In 2020, Occhiuzzo also began using solar farms to source electricity that provides additional carbon credits, which has led to funding nearly the total cost of electricity of his company. 

“We’re almost 100% subsidized,” Occhiuzzo said. “Right now we’re a neutral company, and we’re working on becoming a negative carbon footprint company.”

“Right now we’re a neutral company, and we’re working on becoming a negative carbon footprint company.”

Occhiuzzo believes within the next decade every state will have a carbon credit program.

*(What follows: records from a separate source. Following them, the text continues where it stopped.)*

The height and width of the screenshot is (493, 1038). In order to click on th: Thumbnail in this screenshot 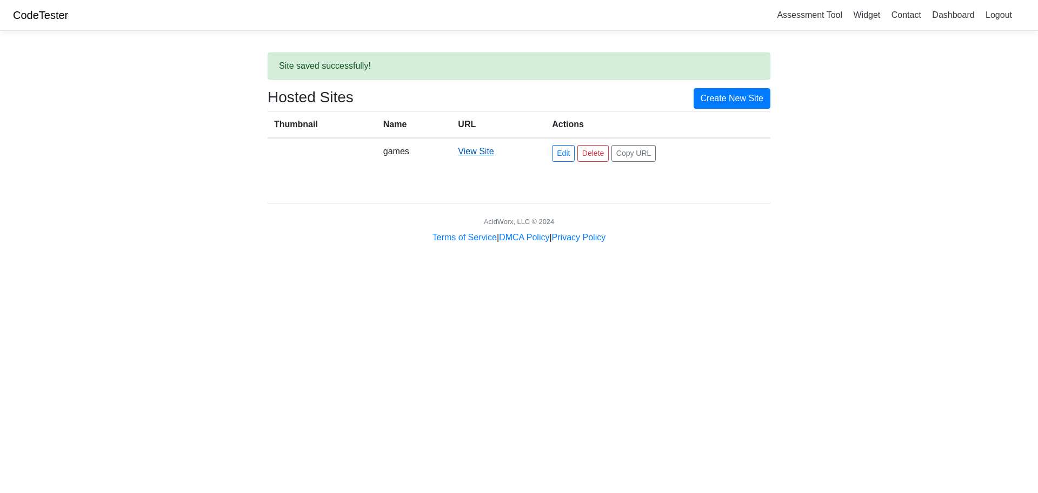, I will do `click(322, 124)`.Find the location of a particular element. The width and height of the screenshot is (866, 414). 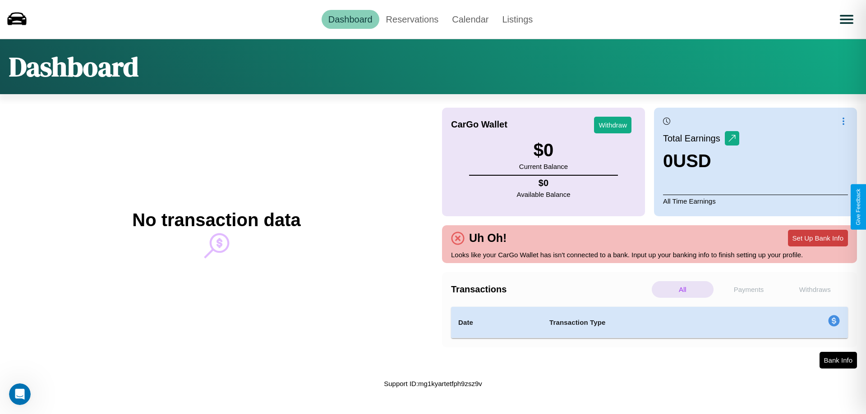

h1: Dashboard is located at coordinates (73, 67).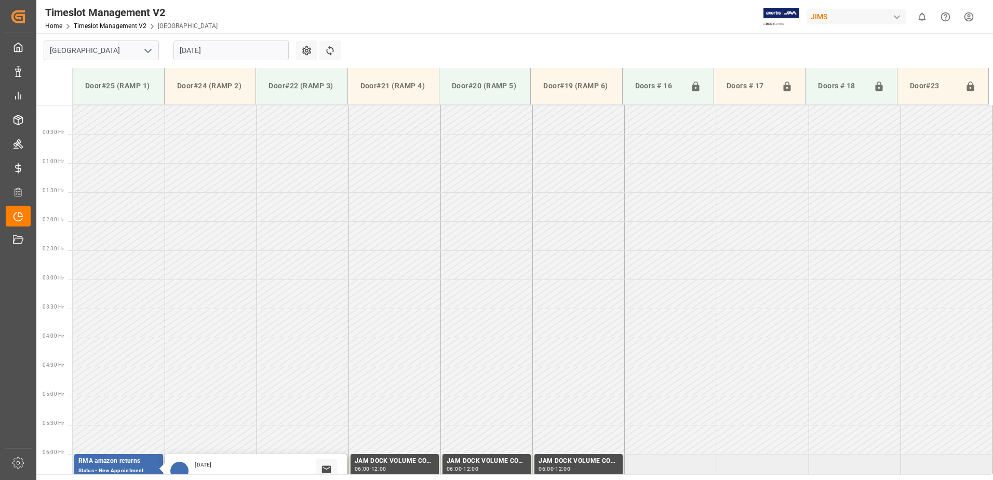 The image size is (993, 480). I want to click on div: Doors # 17, so click(750, 86).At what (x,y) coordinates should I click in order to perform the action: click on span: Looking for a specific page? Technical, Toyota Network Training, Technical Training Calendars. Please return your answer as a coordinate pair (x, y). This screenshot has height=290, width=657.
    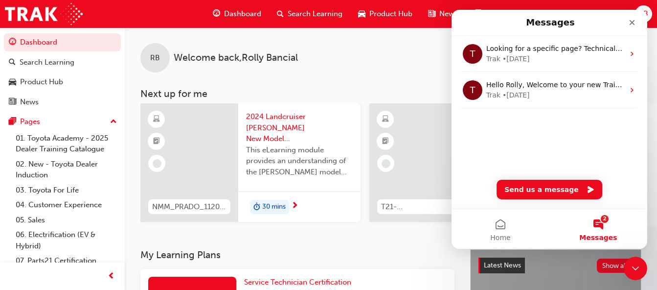
    Looking at the image, I should click on (193, 39).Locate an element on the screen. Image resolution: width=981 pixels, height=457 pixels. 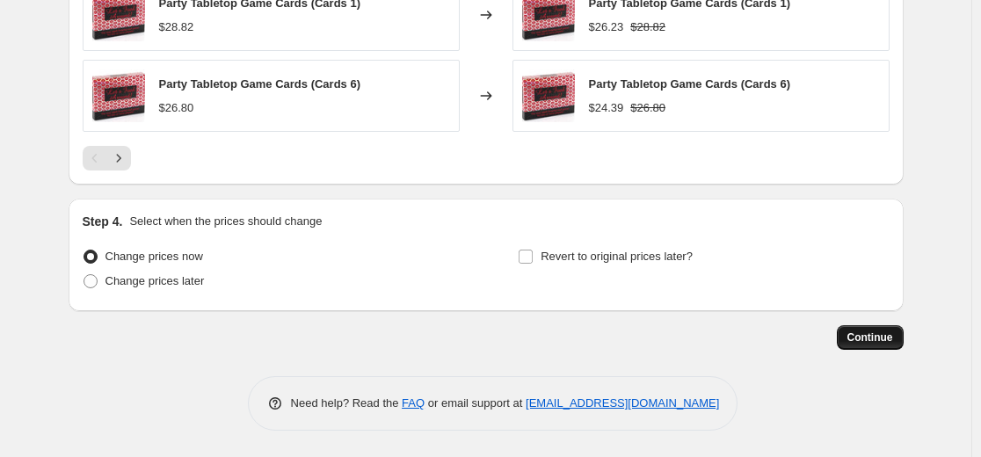
span: Continue is located at coordinates (870, 337).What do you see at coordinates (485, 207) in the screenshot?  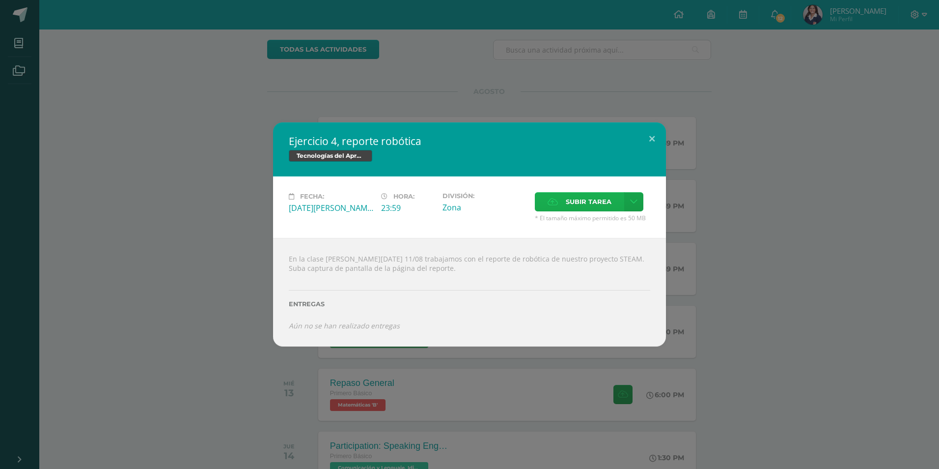 I see `div: Zona` at bounding box center [485, 207].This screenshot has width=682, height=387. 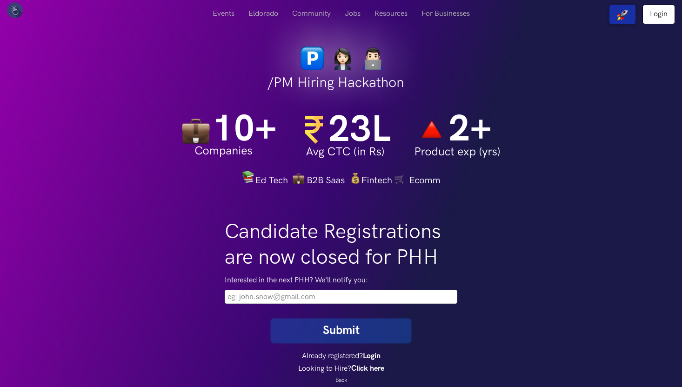 What do you see at coordinates (311, 13) in the screenshot?
I see `a: Community` at bounding box center [311, 13].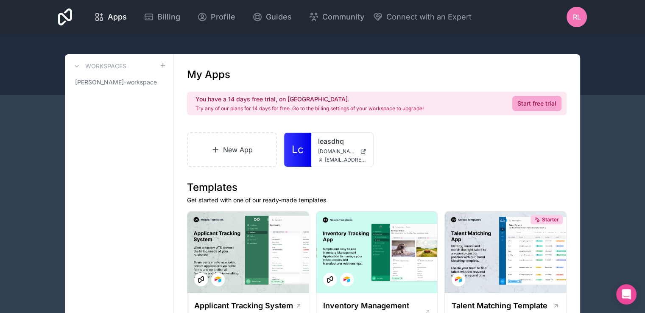 This screenshot has width=645, height=313. Describe the element at coordinates (343, 17) in the screenshot. I see `span: Community` at that location.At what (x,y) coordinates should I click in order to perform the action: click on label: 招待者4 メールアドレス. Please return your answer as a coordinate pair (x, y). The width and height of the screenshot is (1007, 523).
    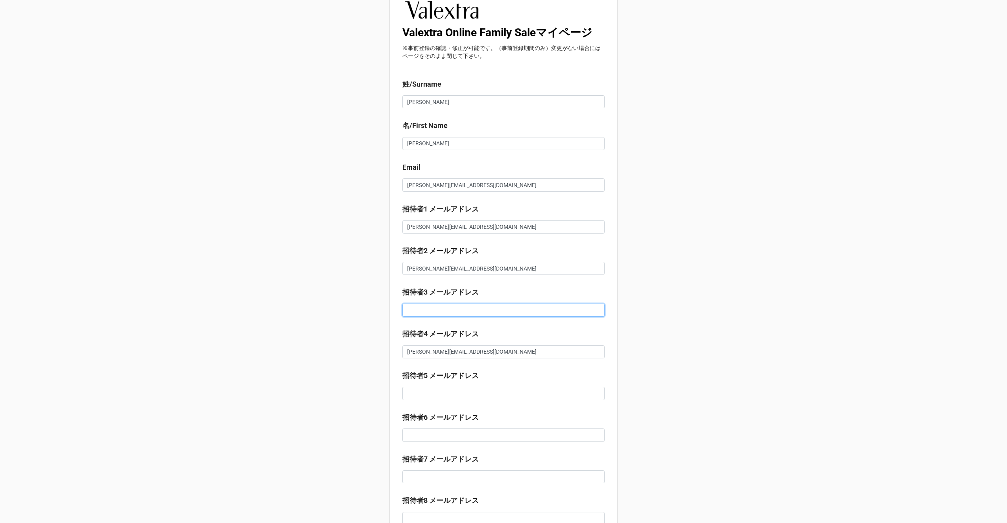
    Looking at the image, I should click on (441, 334).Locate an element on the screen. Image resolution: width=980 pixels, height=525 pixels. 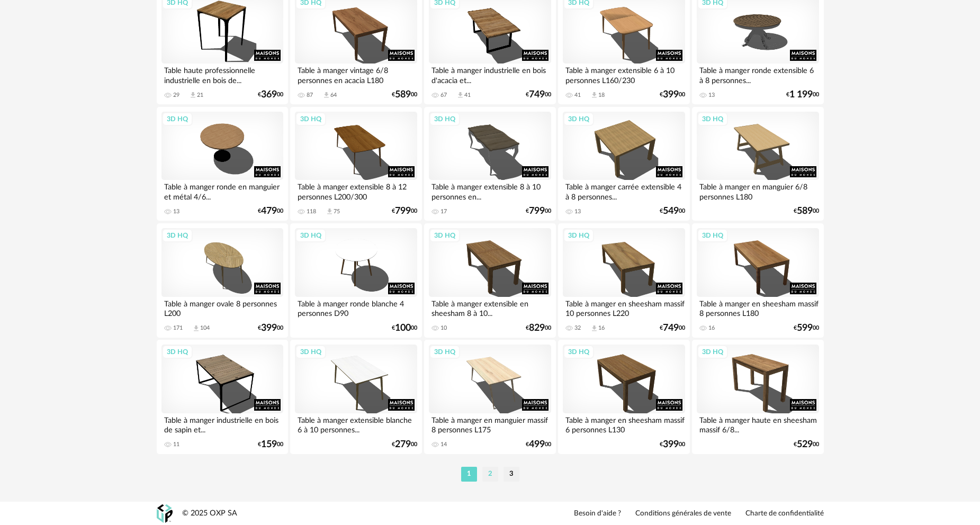
a: 3D HQ Table à manger extensible blanche 6 à 10 personnes... €27900 is located at coordinates (356, 397).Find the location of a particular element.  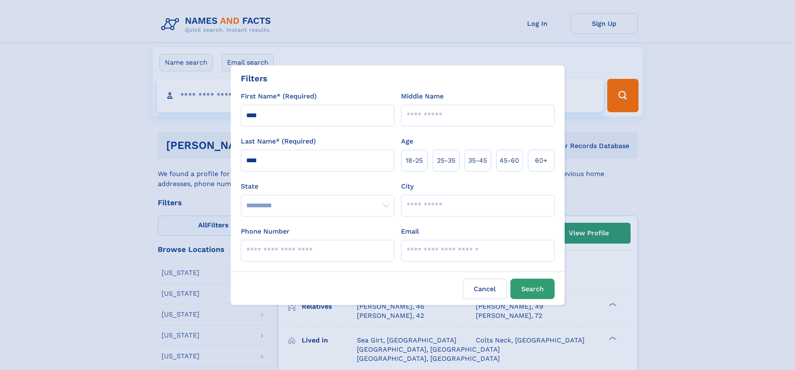

label: Last Name* (Required) is located at coordinates (279, 142).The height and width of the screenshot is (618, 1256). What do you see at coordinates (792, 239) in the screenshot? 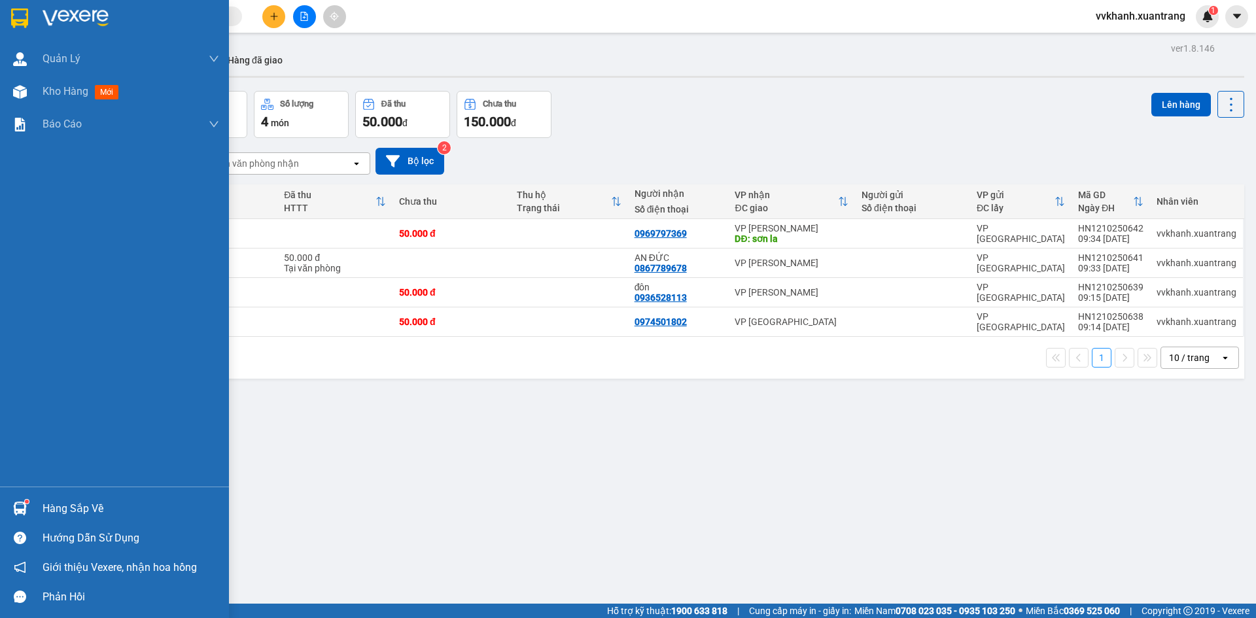
I see `div: DĐ: sơn la` at bounding box center [792, 239].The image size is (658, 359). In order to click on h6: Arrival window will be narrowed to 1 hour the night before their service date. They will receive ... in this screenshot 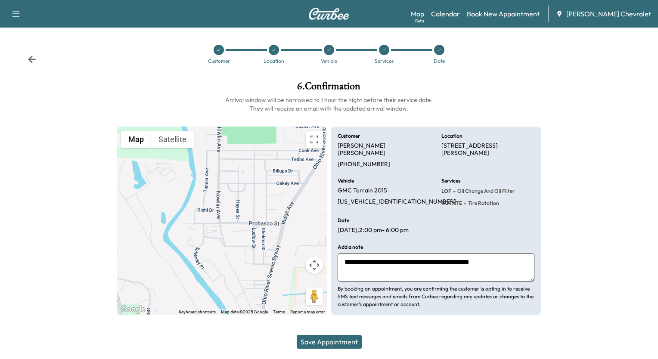, I will do `click(329, 104)`.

Continuing his quest to provide beneficial services to the public while decreasing pollution, Occhiuzzo founded Koe Energy (Koe is “cow” in Dutch, named after the large population of Dutch dairy farmers in California). Not only will it be at no cost to dairy farmers, but it will adapt to increasing methane emission regulation. The impact of Koe Energy will also complete Occhiuzzo’s vision of creating a carbon-negative electric vehicle transportation system by using methane collected from the manure of dairy cows to fuel the electricity needed for the charging stations. The process includes a football-field-sized area of cow manure that’s twenty feet deep and covered with a tarp to collect the methane. 

As the EV industry continues to grow it’s unknown how long federal and state subsidies will be offered. Occhiuzzo believes opportunities will continue to grow for at least two to four decades. He points out that historically the U.S. government has subsidized transportation as it has with fossil fuels. 

“We think that we have a long runway in terms of the transition,” he said. “It’s the tip of the iceberg.”

As California leads the electrification of the transportation industry, Occhiuzzo believes other states will continue to follow and provide endless opportunities. 

“Maybe once we’re done building California, we start building somewhere else,” he said. 

Occhiuzzo knew at an early age he wanted to build businesses, but beyond that, he didn’t know where his career would lead. Today, he has the same attitude, and his willingness to accept new challenges in business has continued to lead to his success. Occhiuzzo’s made a significant impact in the EV transportation industry, and if a new opportunity arises he’s always open to changing course. 

“I didn’t know then, and I don’t know now,” he said. “If you ask me what I’m going to be doing in 10 years I have no clue.”

Jimmie Presley is a 1999 graduate of PLNU and a freelance writer for the Viewpoint. He graduated with degrees in journalism, biology and Spanish.